What’s Wrong With Idealist
Nov 23
I was reading The Long Tail by and I ran across a quote he uses when discussing the Pro-Am movement (professional and amateur).
Karl Marx was perhaps the original prophet of the Pro-Am economy. As Demos notes, “In The German Ideology, written between 1845 and 1847, Marx maintained that labor-forced, unspontaneous and waged work-would be superseded by self-activity.” Eventually he hoped, there would be a time when “material production leaves every person surplus time for other activities.” Marx evoked a communist society in which “…nobody has one exclusive sphere of activity but each can become accomplished in any branch he wishes…toto hunt in the morning, fish in the afternoon, rear cattle in the evening, criticize after dinner, just as I have a mind without ever becoming hunter, fisherman, shepherd or critic.
I find it hard not to be very sympathetic to such a compelling vision of how it could be. What I find distressing is that many of the ideologies take such a small window of human nature into view that when implemented on a society they fail. I think that goes for both communism and Friedman-like capitalism.
The main part of human nature that is usually neglected to be inspected carefully enough is greed and human ambition. In the case of both capitalism and communism there are certain members of the society that were able to keep the money from circulating and were able to help it to pool at their doorstep, which brings the whole ideology to a stop.
But how great it would be if everyone could work a few hours a day at something to contribute to society and then be free to work on your own interest and see where you can take it. Unfortunately, for those in poverty they may be working two or three jobs, which means no time for personal interest. Those in the middle class often work ten hours a day or more and with the kind of lifestyle we have you end up to tired to pursue your own interests.
In the end there are some good theories, but when brought to life they are found to be incomplete.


Set the listing down exactly; no pictures.
--------
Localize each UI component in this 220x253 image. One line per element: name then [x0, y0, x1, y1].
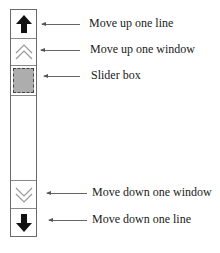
label-up-window: Move up one window	[90, 42, 195, 56]
pointer-arrow-slider	[44, 76, 80, 77]
label-up-line: Move up one line	[89, 16, 173, 30]
scroll-track[interactable]	[11, 96, 36, 180]
scroll-up-line-button[interactable]	[11, 10, 36, 39]
pointer-arrow-up-line	[42, 24, 80, 25]
label-down-window: Move down one window	[92, 185, 212, 199]
pointer-arrow-up-window	[41, 50, 80, 51]
double-chevron-down-icon	[14, 186, 34, 204]
scroll-down-window-button[interactable]	[11, 180, 36, 209]
slider-cell	[11, 66, 36, 96]
solid-down-arrow-icon	[15, 213, 33, 233]
double-chevron-up-icon	[14, 43, 34, 61]
label-slider: Slider box	[91, 68, 141, 82]
scroll-down-line-button[interactable]	[11, 209, 36, 236]
label-down-line: Move down one line	[92, 212, 191, 226]
vertical-scrollbar[interactable]	[10, 9, 37, 237]
slider-box[interactable]	[13, 68, 34, 93]
scroll-up-window-button[interactable]	[11, 39, 36, 66]
pointer-arrow-down-line	[49, 220, 87, 221]
pointer-arrow-down-window	[47, 193, 87, 194]
solid-up-arrow-icon	[15, 14, 33, 34]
--------
* **RESULT BELOW**:
Localize each UI component in this 220x253 image. One line per element: name then [x0, y0, x1, y1].
label-up-window: Move up one window	[90, 42, 195, 56]
pointer-arrow-slider	[44, 76, 80, 77]
label-up-line: Move up one line	[89, 16, 173, 30]
scroll-track[interactable]	[11, 96, 36, 180]
scroll-up-line-button[interactable]	[11, 10, 36, 39]
pointer-arrow-up-line	[42, 24, 80, 25]
label-down-window: Move down one window	[92, 185, 212, 199]
pointer-arrow-up-window	[41, 50, 80, 51]
double-chevron-down-icon	[14, 186, 34, 204]
scroll-down-window-button[interactable]	[11, 180, 36, 209]
slider-cell	[11, 66, 36, 96]
solid-down-arrow-icon	[15, 213, 33, 233]
double-chevron-up-icon	[14, 43, 34, 61]
label-slider: Slider box	[91, 68, 141, 82]
scroll-down-line-button[interactable]	[11, 209, 36, 236]
label-down-line: Move down one line	[92, 212, 191, 226]
vertical-scrollbar[interactable]	[10, 9, 37, 237]
slider-box[interactable]	[13, 68, 34, 93]
scroll-up-window-button[interactable]	[11, 39, 36, 66]
pointer-arrow-down-line	[49, 220, 87, 221]
pointer-arrow-down-window	[47, 193, 87, 194]
solid-up-arrow-icon	[15, 14, 33, 34]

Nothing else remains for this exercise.